CHAPTER IX
[PALMER HAS A VISITOR]
Eight—nine—ten—eleven— The little clock on the mantel chimed the hour musically and significantly, and Palmer jumped quickly to his feet, pulling out his watch as he did so for confirmation. Then, with a laugh and a shake of his head, he thrust it back into his pocket again.
"No use, May," he said; "I've lost track of an hour somewhere, and it doesn't seem to be the clock's fault. I suppose I'll have to blame you instead."
May Sinclair smiled. "I find, Harry," she said slowly, "that being engaged makes awfully irresponsible creatures of us. You wouldn't think that it would change people who ought to have arrived at years of discretion so that they act and talk and feel in a way their common sense tells them is ridiculous, and yet a way so pleasant that they wouldn't have it different if they could. I find my most settled tastes, habits, plans, everything, all completely changed. And I guess, Harry, you find it a good deal the same way, too."
She had risen as she spoke, and stood beside him, slender, delicate, womanly, altogether charming. With no assumption of coquetry, she laid a detaining hand on his arm, and raised her brown eyes wistfully to his.
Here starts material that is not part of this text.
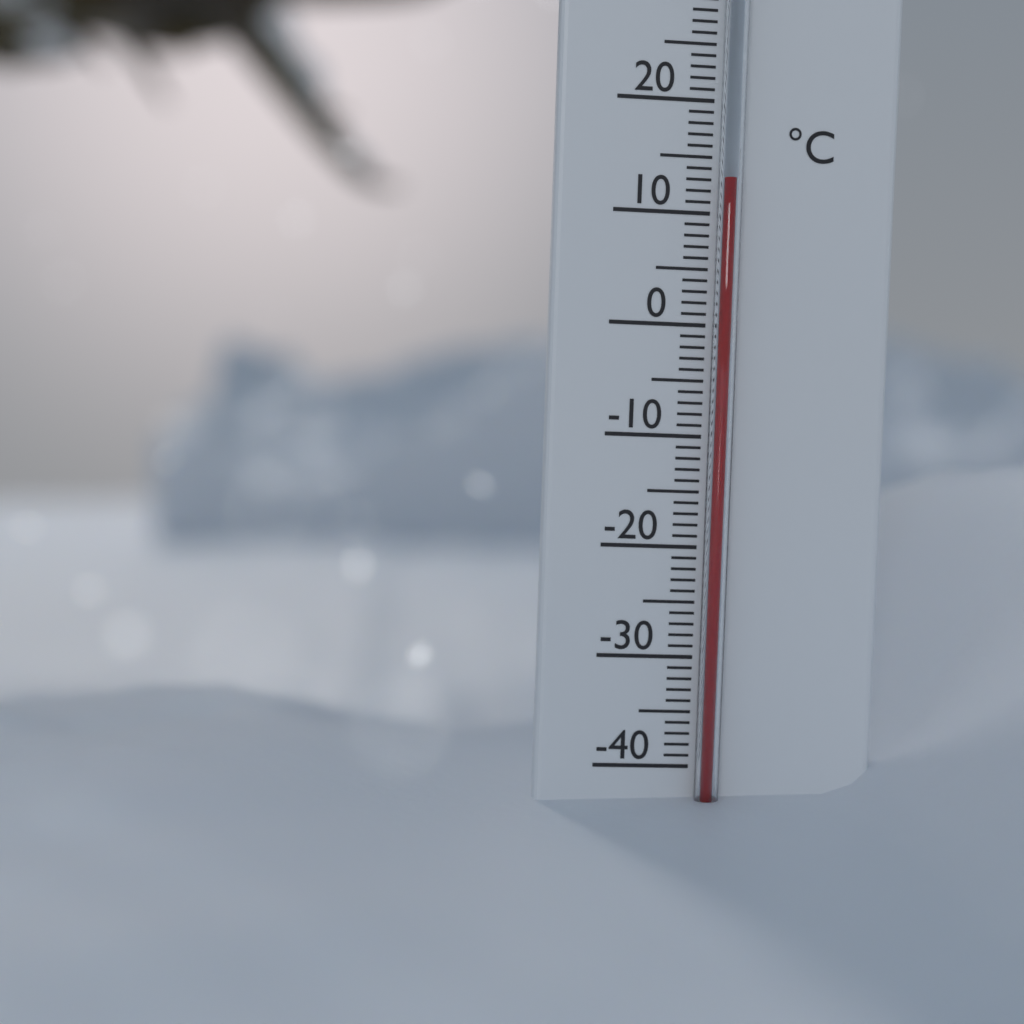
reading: 13 °C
"I don't want you to go yet," she whispered. "You can stay till half-past eleven, Harry. Honestly, I'm not a bit tired to-night."
Palmer stooped and kissed her. "Mustn't try to tempt me, May," he answered, "after you've got doctor's orders to take things easy and have plenty of rest. If you'd only give up your beloved settlement work, then it would be a different thing altogether. You wait till we're married, and I'll make you give it up, whether or no. You'll find I'm enough to reform, without your having to bother your head with those bums from the slums. Gad, May, how's that? One of these regular eppy—what-you-may-call-'ems—Bums from the slums; really, now, I call that rather clever."
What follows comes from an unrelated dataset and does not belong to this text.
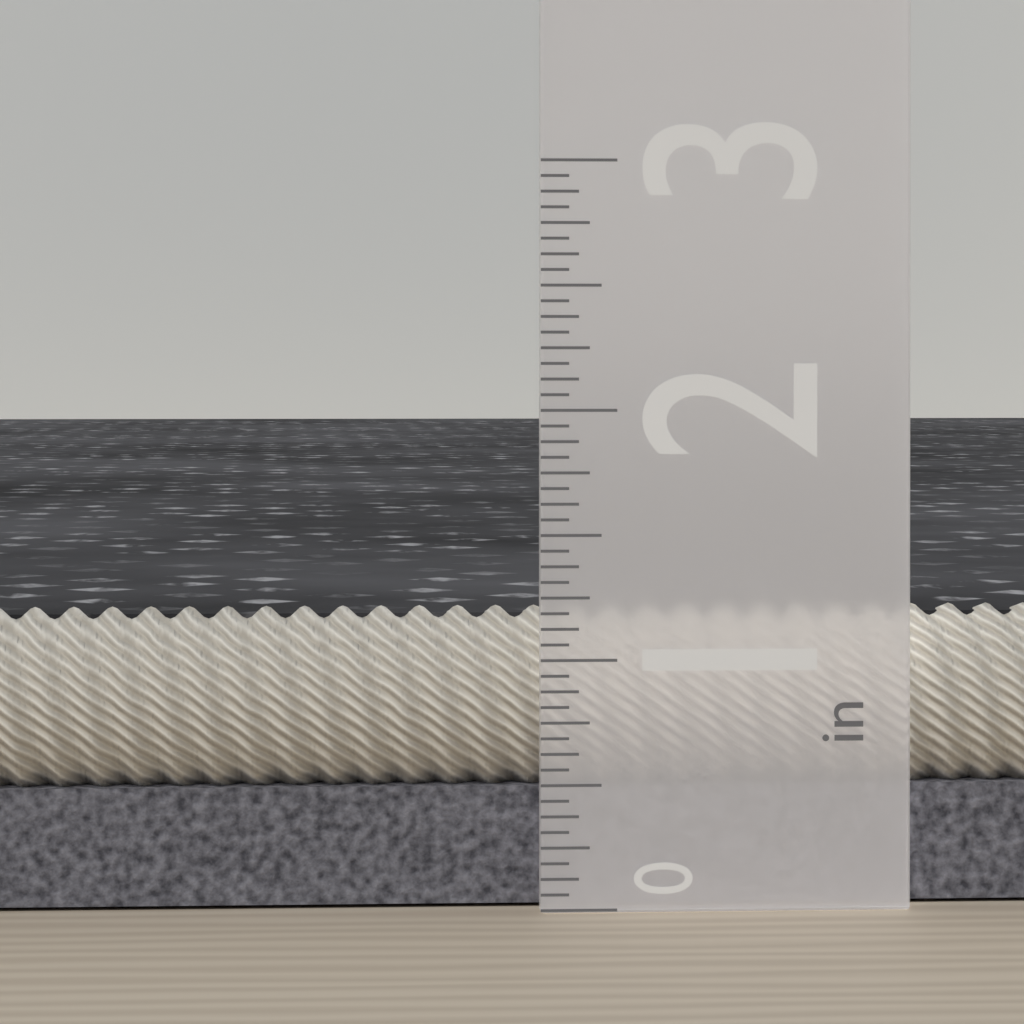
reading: 1.1875 in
The girl shook with laughter. "Oh, Harry, Harry," she cried, "your sense of humor will certainly kill me some day. It's so very—well, obvious—to say the least. But—" and she drew closer to him—"I love you, dear, in spite of it."
Palmer slipped his arm around the girl's slender waist, and kissed her again and again. "You don't know, May," he whispered, "what it means to me to hear you say that. It makes me feel awfully proud, and yet at the same time, you know, it makes me feel awfully ashamed of myself, too. I never ought to have dared to ask you to marry me in the first place, May. That's the whole trouble. You're a million times too good for me. Sometimes, you know, I get to thinking lately I'm a deuced poor sort of a chap, after all."